The taxpayer had successfully challenged the entry of his houseboat in the rating list at the Valuation Tribunal, but this had been re-instated at first instance. He said that the boat, as a registered seagoing vessel was not a houseboat, and that he occupied only a tidal fore and aft mooring protected by a pit.
Held: The appeal failed. To be enterable in the list, the property had to be both a heraditament and a domestic property. As to the stautes applicable: ‘If prizes are to be offered for legislative gobbledegook then the foregoing would surely qualify. Having undertaken that trawl through these various statutes I confess to my shame I am no wiser nor would any ordinary citizen be without help from the Practice Note.’
‘The Tribunal had failed to recognise that the time Randy and his family were moored up in the estuary was not simply a factor of weight but the crucial, and on the facts of this case, the determinative factor. This family had made their home in their boat moored on the estuary for some two years by the time of the appeal before the Tribunal . . In the circumstances of this case the duration of two years is so overwhelming a factor that without any adequate explanation of how and why that factor was outweighed by others, the Tribunal, in my judgment, erred in law.’
Hughes, Patten LJJ, Sir Alan Ward
[2013] EWCA Civ 362
Bailii
Local Government Finance Act 1992 3(2) 64 66, General Rate Act 1967 115(1), Rating (Caravan and Boats) Act 1996
England and Wales
Citing:
Appeal from – Reeves (Listing Officer) v Northrop Admn 6-Mar-2012
The respondent occupied a tugboat with his family as his home. The appellant authority had sought to charge council tax, saying that it was a dwelling. The boat was not a houseboat but a live-aboard seagoing vessel, registered in the Small Ships . .
Cited – Forrest v Overseers of Greenwich 1858
The court was asked whether a landing stage by a river was part of the land. F. moored a barge in the Thames between high and low water mark : the moorings wera stationary, in the bed of the river; and the barge floated at high water and grounded at . .
Cited – Corey v Bristow HL 1877
The House considered the liability to be rated to the relief of the poor of the parish within which lay that part of the river where a derrick hulk was moored.
Held: Lord Hatherley said: ‘As Lord Campbell expressed it in one of the cases last . .
Cited – Westminster City Council v Southern Railway Co HL 1936
Subject to special enactments, people are treated as occupiers of land, land being understood as including not only the surface of the earth but all strata above or below. The occupier, not the land, is rateable; but the occupier is rateable in . .
Cited – John Laing and Son Ltd v Kingswood Assessment Committee KBD 1949
The appellant building contractors had been engaged by the Air Ministry to execute works at an aerodrome. They erected on the site, for the purpose of carrying out the contract, offices, garages, canteen for workmen and other structures. Although . .
Cited – London County Council v Wilkins (Valuation Officer) HL 1957
Four builders’ moveable huts, which had been erected as temporary structures on a site for 18 months, only one of which was moved from one part of the site to the other during that period, were claimed chattels and therefore not rateable.
Cited – Hilleshog Sugar Beet Breeding Co Ltd v Wilke LT 1971
hilleshopLT1971
Parcels of land were occupied for 9-10 months in a year.
Held: This was not too transient a period to establish a rateable occupation notwithstanding that in subsequent years the occupation passed on to the other land.
Sir Michael Rowe . .
Cited – Cinderella Rockerfellas Ltd v Rudd (Valuation Officer) CA 11-Apr-2003
The taxpayer appealed against a rating assessment on a barge permanently moored at a riverbank. He claimed that as a chattel, it should not be rated.
Held: The vessel was a chattel, but its occupation could be an occupation of the riverbed. . .
Lists of cited by and citing cases may be incomplete.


PROBLEM STATEMENT →
The string "label" may appear in lines of the data; report how many lines contain it, with no other output.

Excerpts from an interface dataset
◇ ◇ ◇ ◇ ◇

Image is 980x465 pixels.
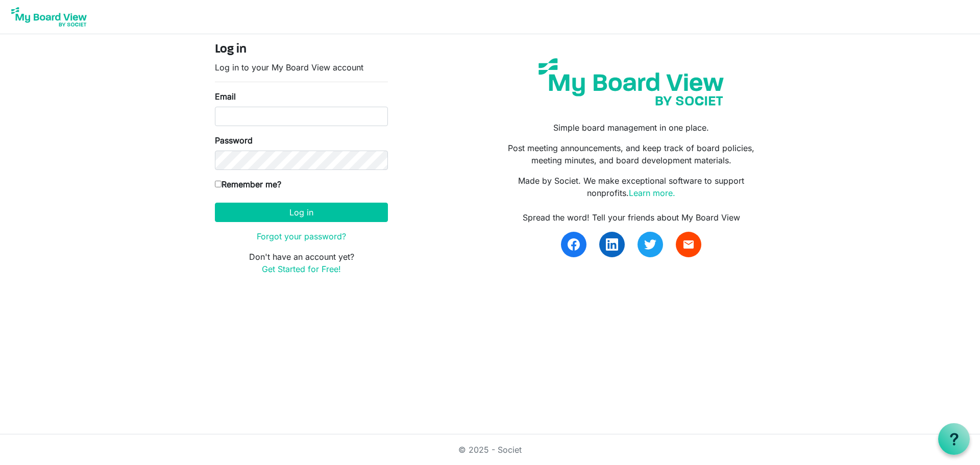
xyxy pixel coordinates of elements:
div: Spread the word! Tell your friends about My Board View [498,211,765,223]
a: Get Started for Free! [262,264,341,274]
img: linkedin.svg [606,238,619,251]
p: Simple board management in one place. [498,121,765,134]
p: Made by Societ. We make exceptional software to support nonprofits. [498,174,765,199]
button: Log in [215,203,388,222]
label: Email [215,90,236,103]
p: Log in to your My Board View account [215,61,388,73]
input: Remember me? [215,180,222,187]
img: facebook.svg [568,238,580,251]
label: Password [215,134,253,147]
p: Don't have an account yet? [215,251,388,275]
img: my-board-view-societ.svg [531,51,731,114]
a: Forgot your password? [257,231,346,242]
h4: Log in [215,42,388,57]
a: email [676,232,702,257]
label: Remember me? [215,178,281,190]
img: twitter.svg [645,238,656,251]
a: © 2025 - Societ [458,445,522,455]
a: Learn more. [629,188,676,198]
span: email [683,238,695,251]
p: Post meeting announcements, and keep track of board policies, meeting minutes, and board developm... [498,142,765,167]
img: My Board View Logo [8,4,90,29]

◇ ◇ ◇ ◇ ◇

ANSWER SECTION →
3